Haskins provides the political and societal context of Clinton's welfare reform.

Date
2009
Type
Academic / Technical Report
Source
N/A
Non-LDS
Hearsay
Secondary
Reference

Ron Haskins, "What Works Is Work: Welfare Reform and Poverty Reduction," Northwestern Journal of Law & Social Policy 4, no. 1 (Winter 2009): 30-60

Scribe/Publisher
Northwestern Journal of Law & Social Policy
People
N/A
Audience
Reading Public
PDF
Transcription

As Congress began to wake up to the problem of welfare dependency, at least five streams merged to create a mighty river for reform. The first was that the public did not like the federal strategy of supporting people on welfare for extended periods. The public wanted able-bodied people on welfare to work and leave welfare. Although usually dormant as a political force, this preference of the public for work over welfare could be ignited by any major public figure who decided to make welfare an issue, as Republicans often did approximately at election time. Second, the welfare reform legislation that was enacted with much fanfare in 1988, which mostly broadened benefits and included something like work suggestions rather than work requirements, was followed by a rapid increase in the welfare rolls. Third, governors began experimenting with programs to encourage and cajole welfare recipients into work, primarily by teaching them how to look for work and then helping them plan for and participate in job interviews, a strategy widely referred to as “job search.” In large and well-conducted demonstration programs that included random-assignment evaluation designs, many of these programs were shown to increase work, reduce welfare spending, and, in some cases, save government money. The upshot was that many governors jumped on the welfare reform bandwagon and began to agitate in Washington for more flexibility in running their welfare programs. A fourth important factor was that Bill Clinton won the Democratic nomination for President in part by campaigning on “ending welfare as we know it.” Such a political slogan had never previously been heard from a Democrat. Once elected, Clinton appointed a task force to write his welfare reform bill. After about a year of deliberation, Clinton’s task force produced a bill, but then the President encountered resistance from Democrats in Congress who were not willing to support the strong work requirements Clinton wanted. So Clinton and the Democratic Congress agreed to delay action until after the congressional elections of 1994.

Bad mistake. For just when the Clinton effort to reform welfare appeared to be on life support, Republicans won both houses of Congress in the 1994 elections, considerably reducing Clinton’s ability to control congressional action on welfare reform. Now the fifth factor that produced the 1996 reforms was in place. House Republicans had been intent on reforming welfare for several years and had run their congressional elections on a platform that included a radical welfare reform proposal, developed by a small group of House Republicans appointed by the Republican leadership, that went beyond anything even Clinton had contemplated. In retrospect, it seems fair to conclude that Clinton started a welfare reform movement that eventually exploded out of his control. In any case, Republicans passed their bill twice in 1995. Clinton vetoed both because they were too radical. But Republicans passed a somewhat modified bill in 1996 and, with the presidential election approaching, half the Democrats in the House and Senate supported the Republican bill and Clinton signed it into law.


> Assignment
Scan the lines below for the string "chart". Reply with how many match, and no other words.
◆ ◆ ◆ ◆ ◆ ◆ ◆
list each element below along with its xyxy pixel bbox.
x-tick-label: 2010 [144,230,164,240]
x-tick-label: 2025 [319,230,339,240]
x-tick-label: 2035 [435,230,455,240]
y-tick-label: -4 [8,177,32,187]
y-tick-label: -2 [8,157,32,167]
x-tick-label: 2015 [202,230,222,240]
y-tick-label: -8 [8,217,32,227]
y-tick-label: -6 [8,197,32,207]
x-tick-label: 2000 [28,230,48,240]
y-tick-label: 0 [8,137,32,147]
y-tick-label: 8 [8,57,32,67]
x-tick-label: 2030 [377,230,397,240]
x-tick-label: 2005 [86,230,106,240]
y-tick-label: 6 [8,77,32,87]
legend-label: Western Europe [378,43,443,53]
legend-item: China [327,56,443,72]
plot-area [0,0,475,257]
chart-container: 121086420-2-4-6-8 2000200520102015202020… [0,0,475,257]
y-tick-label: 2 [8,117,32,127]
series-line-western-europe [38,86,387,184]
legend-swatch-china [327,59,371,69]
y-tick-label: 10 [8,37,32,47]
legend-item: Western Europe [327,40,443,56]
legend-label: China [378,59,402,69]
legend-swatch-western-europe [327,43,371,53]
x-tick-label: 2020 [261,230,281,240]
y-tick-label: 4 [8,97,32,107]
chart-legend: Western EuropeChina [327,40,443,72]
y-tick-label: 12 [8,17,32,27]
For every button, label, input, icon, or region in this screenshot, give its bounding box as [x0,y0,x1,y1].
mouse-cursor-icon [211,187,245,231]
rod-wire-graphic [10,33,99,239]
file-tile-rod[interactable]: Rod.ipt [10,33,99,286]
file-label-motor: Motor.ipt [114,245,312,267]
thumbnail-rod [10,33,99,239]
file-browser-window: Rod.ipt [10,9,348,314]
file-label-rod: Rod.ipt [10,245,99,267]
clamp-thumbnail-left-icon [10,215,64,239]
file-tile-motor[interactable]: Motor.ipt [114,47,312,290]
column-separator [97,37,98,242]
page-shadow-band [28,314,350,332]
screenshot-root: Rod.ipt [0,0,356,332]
◆ ◆ ◆ ◆ ◆ ◆ ◆
> Solution
2